- Joined
- Jun 22, 2015
- Messages
- 76 (0.02/day)
Processor | AMD R7 3800X EKWB |
---|---|
Motherboard | Asus Tuf B450M-Pro µATX +MosfetWB (x2) |
Cooling | EKWB on CPU + GPU / Heatkiller 60/80 on Mosfets / Black Ice SR-1 240mm |
Memory | 2x8GB G.Skill DDR4 3200C14 @ ---- |
Video Card(s) | Vega64 EKWB |
Storage | Samsung 512GB NVMe 3.0 x4 / Crucial P1 1TB NVMe 3.0 x2 |
Display(s) | Asus ProArt 23" 1080p / Acer 27" 144Hz FreeSync IPS |
Case | Fractal Design Arc Mini R2 |
Power Supply | SeaSonic 850W |
Keyboard | Ducky One TKL / MX Brown |
The other half of that argument is the AMD Naples board they showed off. With at least 750W going in, the PCIe slots are pretty much guaranteed to be getting at least 500W all up. If they're "overloading" the connections (at full tilt, each pin in a PCIe, EPS/CPU and ATX power connector is rated up to something like 9A, so a 6-pin PCIe is safe for 200W on it's own, at 8-pin safe for 300W, with current server cards using only a single 8-pin for 300W cards), pulling in the 1500W for 2 150W CPUs and 4 300W cards is entirely within the realm of possibility.
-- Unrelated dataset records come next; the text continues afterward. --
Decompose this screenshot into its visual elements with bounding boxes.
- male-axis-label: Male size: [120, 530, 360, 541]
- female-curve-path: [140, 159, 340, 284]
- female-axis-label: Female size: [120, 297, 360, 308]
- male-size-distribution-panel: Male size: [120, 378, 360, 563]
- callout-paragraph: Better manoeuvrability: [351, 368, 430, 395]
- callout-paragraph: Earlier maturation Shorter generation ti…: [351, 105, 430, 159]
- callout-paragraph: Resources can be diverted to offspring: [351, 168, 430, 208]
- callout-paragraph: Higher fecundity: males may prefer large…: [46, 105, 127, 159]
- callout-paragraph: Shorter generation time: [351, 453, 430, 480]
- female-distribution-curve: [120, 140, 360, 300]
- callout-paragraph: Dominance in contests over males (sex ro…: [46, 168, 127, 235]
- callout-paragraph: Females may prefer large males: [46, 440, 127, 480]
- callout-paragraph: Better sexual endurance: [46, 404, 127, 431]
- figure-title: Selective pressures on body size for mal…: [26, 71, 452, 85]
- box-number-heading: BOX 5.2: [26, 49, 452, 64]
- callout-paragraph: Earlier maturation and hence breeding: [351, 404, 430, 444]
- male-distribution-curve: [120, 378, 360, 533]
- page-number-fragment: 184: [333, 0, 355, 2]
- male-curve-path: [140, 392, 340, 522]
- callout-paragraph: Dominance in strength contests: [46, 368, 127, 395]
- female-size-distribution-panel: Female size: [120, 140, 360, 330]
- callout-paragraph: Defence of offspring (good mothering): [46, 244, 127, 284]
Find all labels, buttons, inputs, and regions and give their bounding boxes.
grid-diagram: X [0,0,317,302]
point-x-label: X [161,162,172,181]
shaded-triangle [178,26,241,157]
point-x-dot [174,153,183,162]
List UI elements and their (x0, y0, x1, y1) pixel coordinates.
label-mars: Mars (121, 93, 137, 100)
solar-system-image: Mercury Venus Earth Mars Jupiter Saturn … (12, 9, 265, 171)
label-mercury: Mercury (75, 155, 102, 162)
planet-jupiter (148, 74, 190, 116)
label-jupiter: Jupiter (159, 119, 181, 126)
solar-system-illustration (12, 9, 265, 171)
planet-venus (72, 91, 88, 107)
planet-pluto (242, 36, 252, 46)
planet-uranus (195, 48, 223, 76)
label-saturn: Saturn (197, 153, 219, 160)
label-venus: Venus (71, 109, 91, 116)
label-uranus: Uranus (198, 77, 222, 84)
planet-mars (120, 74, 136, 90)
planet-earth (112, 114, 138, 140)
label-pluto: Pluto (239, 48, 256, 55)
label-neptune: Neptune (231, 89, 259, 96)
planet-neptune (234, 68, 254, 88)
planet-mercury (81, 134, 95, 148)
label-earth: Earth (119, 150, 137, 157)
It may not be PCIe 4.0 on Zen, but power support may well trickle down into a revision of 3.x.
I'm personally not too worried about the safety of pushing 300W through the PCIe slot: 300W is only 25A at 12V. Compare that to the literal hundreds of amps (150+W at less than 1V) CPUs have to be fed over very similar surface areas
Yes, It's also a server board. I don't think any official info on those are available yet, but speculation has it that it is for the PCIe slots, yes.
I still wouldn't see that trickle down to enthusiast immediately, even if it were the case.
I could see the server people paying for a high layer-high power mobo, for specific cards, not necessarily GPU's.
I just don't see the need to change the norm for desktops.
Two 1080's on one card will take you over the PCIe spec.
I think this is just what the AIB's/Constructors/AMD/Nvidia etc and the others want.